But therein, as I found, dwelt now John Field, an Irishman, and his wife, and several children, from the broad-faced boy who assisted his father at his work, and now came running by his side from the
bog to escape the rain, to the wrinkled, sibyl-like, cone-headed infant that sat upon its father's knee as in the palaces of nobles, and looked out from its home in the midst of wet and hunger inquisitively upon the stranger, with the privilege of infancy, not knowing but it was the last of a noble line, and the hope and cynosure of the world, instead of John Field's poor starveling brat.
Where the intersecting tract of
bog is wide, they skirt round it.
Tracle, me darlint, and I wish I may be drownthed dead in a
bog, if it's not mesilf, Sir Pathrick O'Grandison, Barronitt, that'll make a houl bushel o' love to yur leddyship, in the twinkling o' the eye of a Londonderry purraty."
When he had joined the Freemasons he had experienced the feeling of one who confidently steps onto the smooth surface of a
bog. When he put his foot down it sank in.
He climbed and descended precipices on which vulgar mortals tremble to look; he passed marshes like the Serbonian
bog,* where armies whole have sunk; he forded rivers where the current roared like the Egre or the Severn; or ventured himself on bridges that trembled under him, from which he looked down on foaming whirlpools, or dreadful abysses; he wandered over houseless heaths, amidst all the rage of the elements, with the snow driving in his face, and the tempest howling in his ears.
While they sat at dinner Mainhall acquainted Bartley with the fortunes of his old friends in London, and as they left the table he proposed that they should go to see Hugh MacConnell's new comedy, "
Bog Lights."
The Ross of Mull, which I had now got upon, was rugged and trackless, like the isle I had just left; being all
bog, and brier, and big stone.
Over the crown of the Calton Hill, to his left, lay the way to Colette's, where Alan would soon be looking for his arrival, and where he would now have no more consented to go than he would have wilfully wallowed in a
bog; the touch of the girl's hand on his sleeve, and the kindly light in his father's eyes, both loudly forbidding.
He was obliged to walk upon
bog tufts and watch his feet to keep from the oily mire.
He is an illustration of the period of culture in which the faculty of appreciation has obtained such a preponderance over that of production that the latter sinks into a kind of rank sterility, and the mental condition becomes analogous to that of a malarious
bog. I learn from him that there is an immense number of Americans exactly resembling him, and that the city of Boston, indeed, is almost exclusively composed of them.
In spite of its cafes chantants and its omnibuses, Moscow was yet a stagnant
bog. Stepan Arkadyevitch always felt it.
Beyond this flood a frozen Continent Lies dark and wilde, beat with perpetual storms Of Whirlwind and dire Hail, which on firm land Thaws not, but gathers heap, and ruin seems Of ancient pile; all else deep snow and ice, A gulf profound as that SERBONIAN
Bog Betwixt DAMIATA and mount CASIUS old, Where Armies whole have sunk: the parching Air Burns frore, and cold performs th' effect of Fire.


§ Exercise directions
Please state how many lines below include the word "CESD"; the reply should be the number only.

# # # # #

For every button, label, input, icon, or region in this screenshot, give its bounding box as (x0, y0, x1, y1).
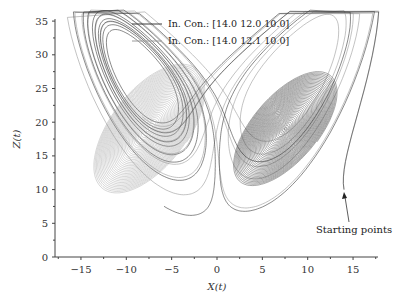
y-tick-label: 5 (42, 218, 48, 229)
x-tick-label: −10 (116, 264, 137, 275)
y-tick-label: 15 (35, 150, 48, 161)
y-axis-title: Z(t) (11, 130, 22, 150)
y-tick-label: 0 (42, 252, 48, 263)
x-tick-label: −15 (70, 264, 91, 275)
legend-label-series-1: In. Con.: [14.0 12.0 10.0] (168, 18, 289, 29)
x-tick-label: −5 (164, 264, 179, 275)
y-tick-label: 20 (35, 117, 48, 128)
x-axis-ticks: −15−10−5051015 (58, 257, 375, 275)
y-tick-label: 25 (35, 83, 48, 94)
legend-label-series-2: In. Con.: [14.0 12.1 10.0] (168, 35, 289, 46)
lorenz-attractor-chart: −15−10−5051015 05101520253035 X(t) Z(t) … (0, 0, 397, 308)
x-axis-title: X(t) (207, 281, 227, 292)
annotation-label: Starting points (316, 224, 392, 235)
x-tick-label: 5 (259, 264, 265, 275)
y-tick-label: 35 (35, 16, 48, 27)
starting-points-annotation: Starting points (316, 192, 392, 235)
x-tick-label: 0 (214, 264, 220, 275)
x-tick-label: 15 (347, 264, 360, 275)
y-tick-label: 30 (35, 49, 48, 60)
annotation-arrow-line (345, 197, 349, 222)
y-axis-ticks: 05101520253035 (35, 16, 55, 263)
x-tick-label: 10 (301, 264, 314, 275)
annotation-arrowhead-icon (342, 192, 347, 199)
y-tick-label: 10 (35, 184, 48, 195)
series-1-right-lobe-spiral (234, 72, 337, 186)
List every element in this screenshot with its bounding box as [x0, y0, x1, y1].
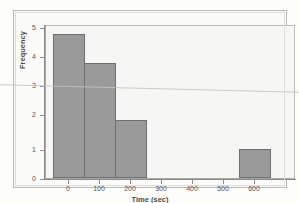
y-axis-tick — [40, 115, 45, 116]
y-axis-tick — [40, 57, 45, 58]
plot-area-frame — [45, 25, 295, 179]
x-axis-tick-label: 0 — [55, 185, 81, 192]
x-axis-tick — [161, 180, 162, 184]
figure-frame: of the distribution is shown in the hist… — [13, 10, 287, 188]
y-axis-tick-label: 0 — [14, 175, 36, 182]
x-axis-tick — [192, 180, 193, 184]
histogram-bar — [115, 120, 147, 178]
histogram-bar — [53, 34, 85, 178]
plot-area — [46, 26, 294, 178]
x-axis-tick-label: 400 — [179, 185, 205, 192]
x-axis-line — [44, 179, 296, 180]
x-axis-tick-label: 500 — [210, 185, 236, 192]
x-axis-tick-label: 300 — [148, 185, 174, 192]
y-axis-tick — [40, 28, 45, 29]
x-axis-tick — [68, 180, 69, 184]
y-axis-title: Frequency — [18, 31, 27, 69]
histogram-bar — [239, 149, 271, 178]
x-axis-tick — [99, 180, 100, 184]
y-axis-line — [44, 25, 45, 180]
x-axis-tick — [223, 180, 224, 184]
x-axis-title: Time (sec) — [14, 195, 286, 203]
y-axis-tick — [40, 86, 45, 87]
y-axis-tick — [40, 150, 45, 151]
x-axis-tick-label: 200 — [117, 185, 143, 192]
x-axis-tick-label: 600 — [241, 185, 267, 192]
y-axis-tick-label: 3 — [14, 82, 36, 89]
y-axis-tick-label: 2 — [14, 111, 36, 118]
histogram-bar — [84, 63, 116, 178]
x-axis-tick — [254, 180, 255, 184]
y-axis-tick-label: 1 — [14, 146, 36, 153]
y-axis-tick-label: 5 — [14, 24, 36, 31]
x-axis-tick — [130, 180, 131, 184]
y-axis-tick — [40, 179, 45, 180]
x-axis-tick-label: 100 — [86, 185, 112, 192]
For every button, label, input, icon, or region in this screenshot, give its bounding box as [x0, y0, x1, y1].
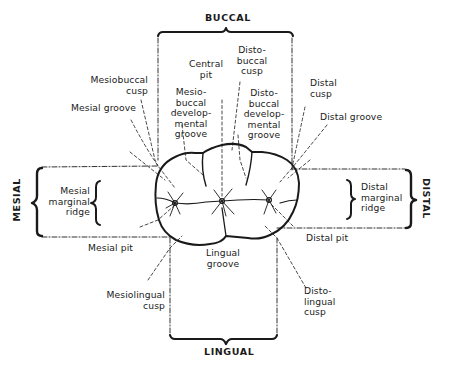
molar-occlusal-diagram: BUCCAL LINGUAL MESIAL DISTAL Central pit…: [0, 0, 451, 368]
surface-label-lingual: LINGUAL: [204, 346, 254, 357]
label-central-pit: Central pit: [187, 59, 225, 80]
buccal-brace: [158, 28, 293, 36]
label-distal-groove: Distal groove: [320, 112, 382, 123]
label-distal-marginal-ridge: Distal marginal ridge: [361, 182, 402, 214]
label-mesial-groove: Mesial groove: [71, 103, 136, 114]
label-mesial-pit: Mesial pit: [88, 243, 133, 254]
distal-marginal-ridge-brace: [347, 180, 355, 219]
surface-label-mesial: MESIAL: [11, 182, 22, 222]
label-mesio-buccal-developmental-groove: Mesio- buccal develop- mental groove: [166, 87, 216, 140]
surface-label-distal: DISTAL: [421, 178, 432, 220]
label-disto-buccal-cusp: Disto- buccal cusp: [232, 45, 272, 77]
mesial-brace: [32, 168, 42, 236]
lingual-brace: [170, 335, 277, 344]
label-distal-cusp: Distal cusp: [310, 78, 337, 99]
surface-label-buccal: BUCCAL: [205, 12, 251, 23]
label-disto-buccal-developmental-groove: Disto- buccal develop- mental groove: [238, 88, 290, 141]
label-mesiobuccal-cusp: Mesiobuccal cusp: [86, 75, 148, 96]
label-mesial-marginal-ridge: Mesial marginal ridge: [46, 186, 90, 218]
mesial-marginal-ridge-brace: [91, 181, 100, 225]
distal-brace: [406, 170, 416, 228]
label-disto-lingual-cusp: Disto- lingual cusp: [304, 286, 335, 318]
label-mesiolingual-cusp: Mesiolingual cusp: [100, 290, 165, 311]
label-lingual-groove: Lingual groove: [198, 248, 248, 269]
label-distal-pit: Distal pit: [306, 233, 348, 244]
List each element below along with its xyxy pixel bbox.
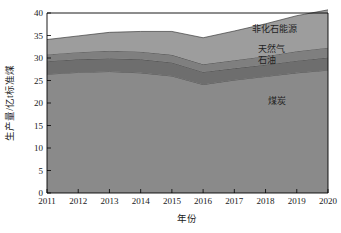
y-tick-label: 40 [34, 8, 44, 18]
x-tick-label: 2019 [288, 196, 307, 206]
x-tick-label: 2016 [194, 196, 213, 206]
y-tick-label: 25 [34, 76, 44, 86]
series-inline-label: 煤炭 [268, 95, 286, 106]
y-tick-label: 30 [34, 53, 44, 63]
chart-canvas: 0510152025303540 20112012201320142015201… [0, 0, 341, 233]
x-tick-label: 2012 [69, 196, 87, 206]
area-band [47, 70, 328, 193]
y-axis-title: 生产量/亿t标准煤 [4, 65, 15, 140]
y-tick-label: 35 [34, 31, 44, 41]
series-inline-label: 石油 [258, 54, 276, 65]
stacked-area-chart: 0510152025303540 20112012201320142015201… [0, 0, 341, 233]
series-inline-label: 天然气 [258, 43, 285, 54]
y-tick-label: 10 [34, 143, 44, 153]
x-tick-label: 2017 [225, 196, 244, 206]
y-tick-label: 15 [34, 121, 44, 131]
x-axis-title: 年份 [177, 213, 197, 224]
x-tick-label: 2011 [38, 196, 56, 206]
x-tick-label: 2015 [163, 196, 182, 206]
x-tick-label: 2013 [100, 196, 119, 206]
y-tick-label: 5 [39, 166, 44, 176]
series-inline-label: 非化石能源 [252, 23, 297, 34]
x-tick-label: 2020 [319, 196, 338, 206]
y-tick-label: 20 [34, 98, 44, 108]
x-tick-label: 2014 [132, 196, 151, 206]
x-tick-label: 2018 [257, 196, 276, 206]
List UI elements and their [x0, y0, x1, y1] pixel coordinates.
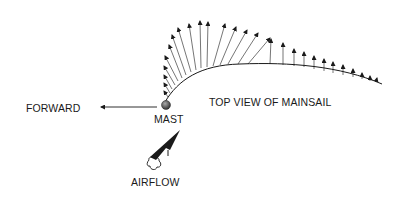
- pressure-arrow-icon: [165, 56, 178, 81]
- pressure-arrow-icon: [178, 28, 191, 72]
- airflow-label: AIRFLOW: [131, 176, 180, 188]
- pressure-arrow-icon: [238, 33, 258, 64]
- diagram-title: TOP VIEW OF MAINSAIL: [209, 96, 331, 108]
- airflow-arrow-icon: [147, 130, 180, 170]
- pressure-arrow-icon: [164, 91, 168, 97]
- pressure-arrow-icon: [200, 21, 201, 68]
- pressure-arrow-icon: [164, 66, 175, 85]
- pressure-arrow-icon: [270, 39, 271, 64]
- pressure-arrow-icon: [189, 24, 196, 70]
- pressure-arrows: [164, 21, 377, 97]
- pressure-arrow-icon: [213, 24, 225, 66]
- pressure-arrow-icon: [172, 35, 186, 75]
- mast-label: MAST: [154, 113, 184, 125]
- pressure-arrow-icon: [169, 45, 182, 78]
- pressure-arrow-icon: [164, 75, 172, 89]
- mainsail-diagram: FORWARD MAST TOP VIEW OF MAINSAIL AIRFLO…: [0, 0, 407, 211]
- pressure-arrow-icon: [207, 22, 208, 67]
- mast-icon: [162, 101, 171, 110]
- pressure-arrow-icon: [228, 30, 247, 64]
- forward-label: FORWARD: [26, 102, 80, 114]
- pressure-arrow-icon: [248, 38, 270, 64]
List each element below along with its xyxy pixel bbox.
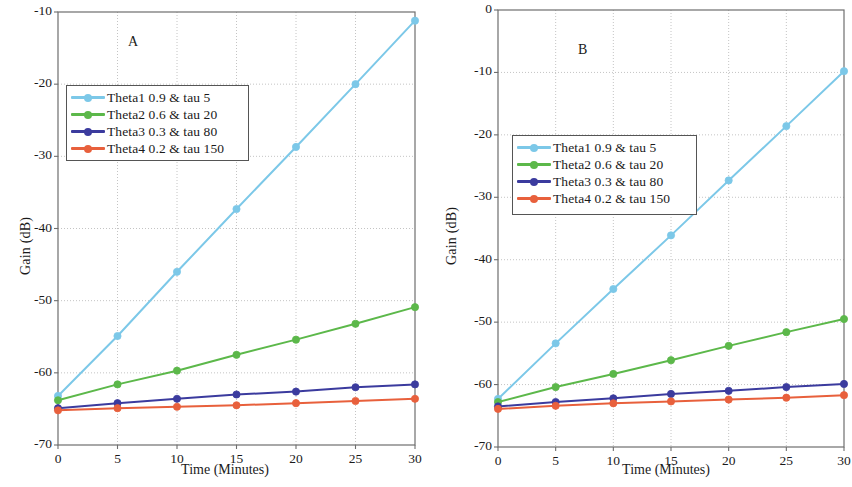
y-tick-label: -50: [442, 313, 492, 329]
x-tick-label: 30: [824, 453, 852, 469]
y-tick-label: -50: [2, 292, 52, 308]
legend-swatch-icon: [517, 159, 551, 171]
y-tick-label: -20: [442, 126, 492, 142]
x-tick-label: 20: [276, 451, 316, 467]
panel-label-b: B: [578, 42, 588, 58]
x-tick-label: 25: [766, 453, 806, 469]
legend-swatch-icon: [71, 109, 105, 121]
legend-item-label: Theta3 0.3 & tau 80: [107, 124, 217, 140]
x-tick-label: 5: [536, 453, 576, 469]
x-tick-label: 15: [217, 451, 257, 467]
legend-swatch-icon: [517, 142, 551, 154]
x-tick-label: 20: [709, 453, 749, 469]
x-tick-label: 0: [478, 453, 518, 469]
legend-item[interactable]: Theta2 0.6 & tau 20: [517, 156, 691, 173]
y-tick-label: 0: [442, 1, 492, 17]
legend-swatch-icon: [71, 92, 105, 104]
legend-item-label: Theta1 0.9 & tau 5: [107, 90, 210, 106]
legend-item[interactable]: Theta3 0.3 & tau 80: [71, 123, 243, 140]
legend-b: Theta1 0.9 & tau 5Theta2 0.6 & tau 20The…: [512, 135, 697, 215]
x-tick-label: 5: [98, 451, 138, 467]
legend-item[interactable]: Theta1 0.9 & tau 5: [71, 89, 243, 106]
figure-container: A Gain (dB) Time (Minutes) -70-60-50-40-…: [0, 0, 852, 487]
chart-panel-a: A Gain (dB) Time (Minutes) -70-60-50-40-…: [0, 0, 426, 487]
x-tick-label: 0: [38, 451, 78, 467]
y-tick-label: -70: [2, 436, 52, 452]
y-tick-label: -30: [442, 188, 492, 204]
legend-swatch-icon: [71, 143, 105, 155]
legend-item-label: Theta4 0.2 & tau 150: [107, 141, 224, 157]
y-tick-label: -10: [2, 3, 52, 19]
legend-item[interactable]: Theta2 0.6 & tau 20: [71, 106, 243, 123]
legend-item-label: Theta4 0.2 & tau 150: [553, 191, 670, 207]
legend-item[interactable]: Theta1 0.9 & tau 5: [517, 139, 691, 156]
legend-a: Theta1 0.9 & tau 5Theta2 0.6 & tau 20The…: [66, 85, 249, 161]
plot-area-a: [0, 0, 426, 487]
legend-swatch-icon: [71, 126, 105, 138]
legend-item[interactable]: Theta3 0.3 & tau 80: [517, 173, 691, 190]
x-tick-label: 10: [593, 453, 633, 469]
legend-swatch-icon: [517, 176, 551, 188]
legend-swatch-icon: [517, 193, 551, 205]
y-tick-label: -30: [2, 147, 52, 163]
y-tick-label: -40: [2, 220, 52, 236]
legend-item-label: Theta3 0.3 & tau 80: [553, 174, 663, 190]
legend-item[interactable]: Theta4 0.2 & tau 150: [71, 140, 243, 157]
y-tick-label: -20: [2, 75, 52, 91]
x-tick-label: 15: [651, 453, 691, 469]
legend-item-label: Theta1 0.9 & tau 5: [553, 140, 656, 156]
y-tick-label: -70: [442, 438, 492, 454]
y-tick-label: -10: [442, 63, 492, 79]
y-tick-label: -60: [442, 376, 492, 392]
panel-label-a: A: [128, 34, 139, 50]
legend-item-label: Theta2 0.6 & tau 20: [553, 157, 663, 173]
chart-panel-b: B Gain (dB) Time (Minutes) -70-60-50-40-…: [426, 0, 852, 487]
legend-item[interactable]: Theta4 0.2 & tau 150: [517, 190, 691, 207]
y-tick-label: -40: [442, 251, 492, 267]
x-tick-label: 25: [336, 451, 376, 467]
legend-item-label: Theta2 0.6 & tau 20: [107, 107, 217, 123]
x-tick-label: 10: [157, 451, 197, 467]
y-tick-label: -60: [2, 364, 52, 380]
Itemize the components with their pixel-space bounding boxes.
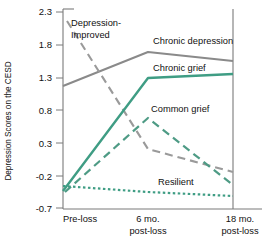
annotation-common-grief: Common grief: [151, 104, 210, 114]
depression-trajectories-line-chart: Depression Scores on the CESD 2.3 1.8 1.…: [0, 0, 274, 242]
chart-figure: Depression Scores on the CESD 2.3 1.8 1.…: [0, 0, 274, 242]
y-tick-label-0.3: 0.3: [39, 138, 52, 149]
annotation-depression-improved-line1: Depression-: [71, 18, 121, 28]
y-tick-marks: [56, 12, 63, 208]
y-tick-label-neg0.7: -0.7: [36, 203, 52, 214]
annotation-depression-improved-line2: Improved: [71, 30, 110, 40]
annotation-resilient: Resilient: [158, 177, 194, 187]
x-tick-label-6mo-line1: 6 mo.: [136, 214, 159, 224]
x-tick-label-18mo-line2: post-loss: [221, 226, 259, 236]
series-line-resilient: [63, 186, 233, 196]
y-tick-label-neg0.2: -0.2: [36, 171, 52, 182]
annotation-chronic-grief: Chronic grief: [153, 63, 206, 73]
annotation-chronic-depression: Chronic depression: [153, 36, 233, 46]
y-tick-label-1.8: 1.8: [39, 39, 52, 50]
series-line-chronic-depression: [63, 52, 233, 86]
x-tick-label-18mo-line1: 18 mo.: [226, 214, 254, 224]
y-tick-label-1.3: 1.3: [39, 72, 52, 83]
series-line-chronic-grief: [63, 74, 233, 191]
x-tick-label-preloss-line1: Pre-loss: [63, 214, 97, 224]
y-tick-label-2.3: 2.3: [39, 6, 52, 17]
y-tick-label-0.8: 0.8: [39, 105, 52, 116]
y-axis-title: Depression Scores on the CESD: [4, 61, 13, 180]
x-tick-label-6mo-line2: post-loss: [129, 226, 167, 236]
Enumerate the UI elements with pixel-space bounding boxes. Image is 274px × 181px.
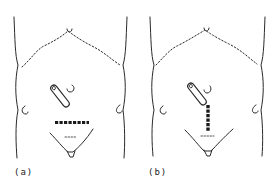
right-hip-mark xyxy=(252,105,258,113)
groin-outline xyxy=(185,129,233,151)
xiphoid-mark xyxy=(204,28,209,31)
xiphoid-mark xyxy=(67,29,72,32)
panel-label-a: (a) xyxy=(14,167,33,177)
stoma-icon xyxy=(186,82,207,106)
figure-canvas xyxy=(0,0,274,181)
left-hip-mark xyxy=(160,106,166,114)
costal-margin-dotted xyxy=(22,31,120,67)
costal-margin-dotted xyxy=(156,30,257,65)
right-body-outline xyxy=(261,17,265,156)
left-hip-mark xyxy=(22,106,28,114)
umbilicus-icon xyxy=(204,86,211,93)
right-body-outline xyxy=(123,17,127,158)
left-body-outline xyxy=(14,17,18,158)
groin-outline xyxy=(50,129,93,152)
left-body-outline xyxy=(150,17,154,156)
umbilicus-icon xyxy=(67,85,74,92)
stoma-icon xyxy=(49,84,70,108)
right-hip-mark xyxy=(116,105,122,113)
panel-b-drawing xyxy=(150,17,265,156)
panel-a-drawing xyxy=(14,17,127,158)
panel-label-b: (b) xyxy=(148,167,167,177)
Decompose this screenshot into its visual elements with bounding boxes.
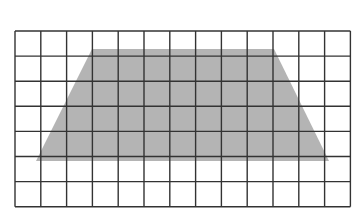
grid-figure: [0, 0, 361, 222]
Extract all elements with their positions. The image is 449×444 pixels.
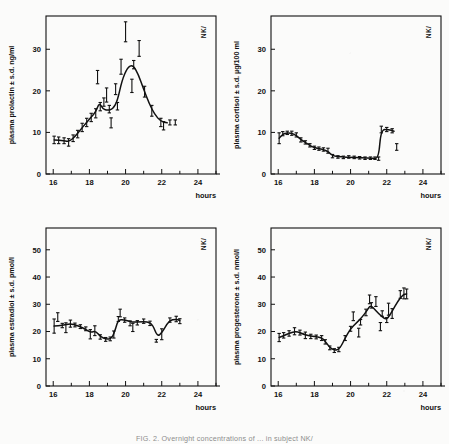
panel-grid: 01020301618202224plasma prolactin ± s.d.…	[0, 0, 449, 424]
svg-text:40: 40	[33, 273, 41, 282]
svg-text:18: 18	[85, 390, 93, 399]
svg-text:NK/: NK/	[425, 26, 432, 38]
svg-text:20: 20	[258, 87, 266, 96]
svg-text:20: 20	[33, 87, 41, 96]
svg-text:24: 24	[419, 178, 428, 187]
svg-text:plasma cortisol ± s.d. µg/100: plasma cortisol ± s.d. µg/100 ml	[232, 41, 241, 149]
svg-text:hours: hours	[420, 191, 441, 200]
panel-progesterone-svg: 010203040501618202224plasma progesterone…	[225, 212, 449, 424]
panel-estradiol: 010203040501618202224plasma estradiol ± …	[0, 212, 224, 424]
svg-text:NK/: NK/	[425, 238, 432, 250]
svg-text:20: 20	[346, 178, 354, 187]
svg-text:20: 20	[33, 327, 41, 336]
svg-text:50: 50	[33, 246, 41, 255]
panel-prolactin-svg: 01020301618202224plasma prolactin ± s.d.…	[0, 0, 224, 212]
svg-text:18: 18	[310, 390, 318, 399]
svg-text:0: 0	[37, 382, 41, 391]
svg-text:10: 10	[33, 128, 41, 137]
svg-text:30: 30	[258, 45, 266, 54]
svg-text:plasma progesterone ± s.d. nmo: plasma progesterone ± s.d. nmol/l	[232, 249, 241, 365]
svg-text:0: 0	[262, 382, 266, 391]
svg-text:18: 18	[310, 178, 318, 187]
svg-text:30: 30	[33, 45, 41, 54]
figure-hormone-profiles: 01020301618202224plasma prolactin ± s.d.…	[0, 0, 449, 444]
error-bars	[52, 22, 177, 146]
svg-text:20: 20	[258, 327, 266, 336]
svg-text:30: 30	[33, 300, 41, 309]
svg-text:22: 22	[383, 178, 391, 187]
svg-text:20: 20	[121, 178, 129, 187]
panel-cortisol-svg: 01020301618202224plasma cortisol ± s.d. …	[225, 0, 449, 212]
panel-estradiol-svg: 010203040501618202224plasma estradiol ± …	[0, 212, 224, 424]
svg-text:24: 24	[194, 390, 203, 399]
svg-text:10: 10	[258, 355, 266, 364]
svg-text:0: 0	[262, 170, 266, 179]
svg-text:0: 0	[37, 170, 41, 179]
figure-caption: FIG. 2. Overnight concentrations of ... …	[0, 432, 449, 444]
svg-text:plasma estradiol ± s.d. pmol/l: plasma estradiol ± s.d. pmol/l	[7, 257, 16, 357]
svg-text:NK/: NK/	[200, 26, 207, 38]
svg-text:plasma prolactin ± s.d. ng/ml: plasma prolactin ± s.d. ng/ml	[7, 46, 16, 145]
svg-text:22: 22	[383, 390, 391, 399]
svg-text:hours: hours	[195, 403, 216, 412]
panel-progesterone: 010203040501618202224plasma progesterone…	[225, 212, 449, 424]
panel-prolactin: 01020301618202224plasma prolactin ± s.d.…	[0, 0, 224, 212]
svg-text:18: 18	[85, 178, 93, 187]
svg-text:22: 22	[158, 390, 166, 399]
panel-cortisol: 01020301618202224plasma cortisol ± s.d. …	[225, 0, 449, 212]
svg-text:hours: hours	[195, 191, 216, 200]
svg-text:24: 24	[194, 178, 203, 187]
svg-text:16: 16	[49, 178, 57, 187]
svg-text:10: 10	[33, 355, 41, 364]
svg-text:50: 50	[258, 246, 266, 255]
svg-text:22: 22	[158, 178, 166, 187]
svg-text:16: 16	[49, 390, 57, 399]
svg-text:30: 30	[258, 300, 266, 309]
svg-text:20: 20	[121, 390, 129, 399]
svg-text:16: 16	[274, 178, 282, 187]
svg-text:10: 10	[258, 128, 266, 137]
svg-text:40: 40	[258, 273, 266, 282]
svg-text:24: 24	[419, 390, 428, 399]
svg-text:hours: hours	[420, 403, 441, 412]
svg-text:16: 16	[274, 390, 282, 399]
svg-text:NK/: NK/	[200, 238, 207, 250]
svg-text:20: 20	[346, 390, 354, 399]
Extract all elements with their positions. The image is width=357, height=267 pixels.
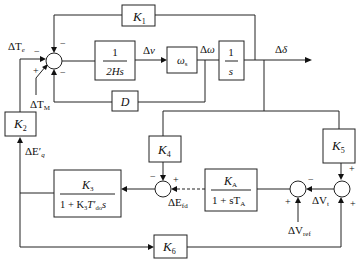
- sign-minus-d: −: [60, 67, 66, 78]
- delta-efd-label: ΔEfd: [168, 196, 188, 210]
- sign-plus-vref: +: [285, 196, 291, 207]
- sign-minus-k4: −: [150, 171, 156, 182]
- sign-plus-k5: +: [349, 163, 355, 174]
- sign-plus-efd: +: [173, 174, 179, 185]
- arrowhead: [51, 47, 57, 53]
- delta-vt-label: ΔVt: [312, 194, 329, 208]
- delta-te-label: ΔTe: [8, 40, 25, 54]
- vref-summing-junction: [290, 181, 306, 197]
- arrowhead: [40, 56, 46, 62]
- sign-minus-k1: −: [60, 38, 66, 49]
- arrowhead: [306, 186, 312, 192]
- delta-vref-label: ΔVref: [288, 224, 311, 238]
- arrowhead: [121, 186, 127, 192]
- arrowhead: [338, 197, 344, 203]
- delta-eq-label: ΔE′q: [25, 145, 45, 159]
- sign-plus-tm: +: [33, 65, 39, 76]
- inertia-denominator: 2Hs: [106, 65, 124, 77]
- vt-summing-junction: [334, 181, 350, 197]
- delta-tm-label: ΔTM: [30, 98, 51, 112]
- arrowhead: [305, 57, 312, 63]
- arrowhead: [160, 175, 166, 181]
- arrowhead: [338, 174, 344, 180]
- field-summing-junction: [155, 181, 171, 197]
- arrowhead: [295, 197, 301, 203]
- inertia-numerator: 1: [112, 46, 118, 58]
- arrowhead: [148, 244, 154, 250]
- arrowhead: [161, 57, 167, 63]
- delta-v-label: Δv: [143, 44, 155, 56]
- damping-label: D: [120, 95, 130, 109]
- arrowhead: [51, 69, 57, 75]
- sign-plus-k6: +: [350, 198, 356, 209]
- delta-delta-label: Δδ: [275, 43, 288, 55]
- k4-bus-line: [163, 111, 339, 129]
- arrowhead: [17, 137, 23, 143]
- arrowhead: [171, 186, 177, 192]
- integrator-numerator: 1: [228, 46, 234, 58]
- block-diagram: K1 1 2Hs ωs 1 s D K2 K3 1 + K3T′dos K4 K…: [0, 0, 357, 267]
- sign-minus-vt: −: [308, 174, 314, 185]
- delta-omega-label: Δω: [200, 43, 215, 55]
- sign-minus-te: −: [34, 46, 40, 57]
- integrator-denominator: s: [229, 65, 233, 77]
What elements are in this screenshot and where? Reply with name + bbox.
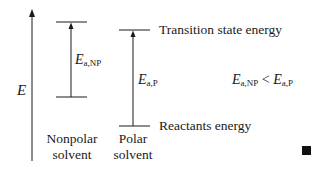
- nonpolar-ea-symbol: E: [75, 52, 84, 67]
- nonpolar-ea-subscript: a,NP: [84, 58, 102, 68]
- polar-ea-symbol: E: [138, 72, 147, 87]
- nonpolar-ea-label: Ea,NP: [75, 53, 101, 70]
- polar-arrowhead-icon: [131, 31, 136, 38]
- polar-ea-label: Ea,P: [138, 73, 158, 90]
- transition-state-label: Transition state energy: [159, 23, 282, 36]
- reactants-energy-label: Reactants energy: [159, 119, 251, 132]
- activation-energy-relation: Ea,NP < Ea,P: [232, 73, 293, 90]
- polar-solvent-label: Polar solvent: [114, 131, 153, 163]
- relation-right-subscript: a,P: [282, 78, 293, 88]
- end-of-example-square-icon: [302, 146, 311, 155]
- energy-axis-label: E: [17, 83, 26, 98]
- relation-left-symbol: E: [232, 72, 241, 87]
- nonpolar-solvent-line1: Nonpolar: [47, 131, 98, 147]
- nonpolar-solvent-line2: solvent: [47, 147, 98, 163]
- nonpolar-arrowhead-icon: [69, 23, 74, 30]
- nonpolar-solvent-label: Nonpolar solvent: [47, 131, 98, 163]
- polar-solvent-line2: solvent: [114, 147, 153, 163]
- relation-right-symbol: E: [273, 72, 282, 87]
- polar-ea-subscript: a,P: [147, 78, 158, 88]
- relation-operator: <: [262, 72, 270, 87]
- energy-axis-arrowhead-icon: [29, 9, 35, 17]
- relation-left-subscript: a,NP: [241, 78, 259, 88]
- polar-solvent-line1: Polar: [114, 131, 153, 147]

# # # # #

§ Output of the task
3